Morales is not only an historian, an herbalist and a political feminist, but a poet. Far from the usual dryness of historic presentation, her writing evokes time and place through colors, sounds, smells, textures and emotional memory. In an early section entitled "4,000: Colors - West Africa" the author imagines the beginning of the art of dyeing.

"In West African villages women steal the rainbow from the backs of parrots and dye fibers into blazing colors. With carved wood and lengths of vine they stamp and tie and twist the cloth of life and give it back iridescent and dancing with stories. . . .Color settles down like a huge extravagant bird in the midst of the cooking fires and sets the people of the villages smiling and giggling and humming as they work."

In a later chapter, on the historical period 1700-1798, a segment on the de-forestation of the United States reads, in part:

"White pine and red pine, Douglas fir and spruce, the forests of the great north are cut down, stripped, and stacked. Ten thousand trees leave Boston harbor in one day, headed for the shipyards of Liverpool. . . .Soon no one will remember that these meadows were once tall groves of sap-scented shadow and rooted calm.

". . . The forests of America lie stacked like the corpses of civilians in a ruthless war, piled into mountains of wood to feed the ravenous commerce of the Atlantic. Do any of the sailors, themselves grist for the same harsh mill, look down in pity at the once-living logs that lie, a wound in the heart of the landscape, oozing their sap into the sunlit sky?"

Morales' personal family history is also interwoven into Remedios. She dedicates the book to her grandmother, mother and her daughter, knowing that her work would have been impossible without them. In the last chapter of the book, "Derrumbe: 1930-1954," the author remembers stories of New York where her Puerto Rican grandparents lived for forty years before returning to the island, and where her mother and father met, "I know the exact feel of the wooden park bench in Ithaca where they sat, just married, draft-age and the war newly broken out in Korea, pacifists and reds facing unknown consequences. I can smell the unfurling spring around them in the almost-warm air while they discuss the options and decide to go to Puerto Rico."

In a section entitled "1954: Transition", she employs the story of her physical birth, and the many other emotional and intellectual "births" she has experienced, as a metaphor for women's emergence as the real voices of history, or Herstory, as some call it.

"I am leaving the comfort and constriction of my mother's womb. This is the turbulent passageway of birth. Ancestors crowd around me, giving me advice, shouting last minute instructions about life on earth. I am being pressed, squeezed, strangled with the old things that once nourished me, shedding my skin of watery membrane, pushing through an endless place of panic toward something bright.
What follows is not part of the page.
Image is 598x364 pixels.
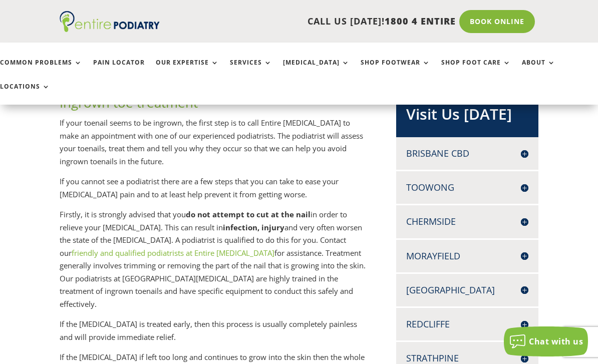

". . .My head is crowning. Can you see me coming? Are you with me?

"Our voices pour like waters breaking, gushing from our vientres. Like the tough and nourishing roots of dandelions shoving stalks upward through cracks in pavement, we push our stubborn heads through the small spaces of windows barely ajar. . . . We are pushing into history. . .we are deciding, (are you ready?) venga lo que venga, to be born."

I embrace Morales' call. Yes, we are deciding, for once and for all, to bear witness to the strength of women's work over the ages. We can't let anyone forget, even for a moment, that we have done this work, whether out of love, necessity or fear, and we will keep on doing it until our children can once again sleep peacefully on their Mother's breast, assured that She exists for them and they for Her.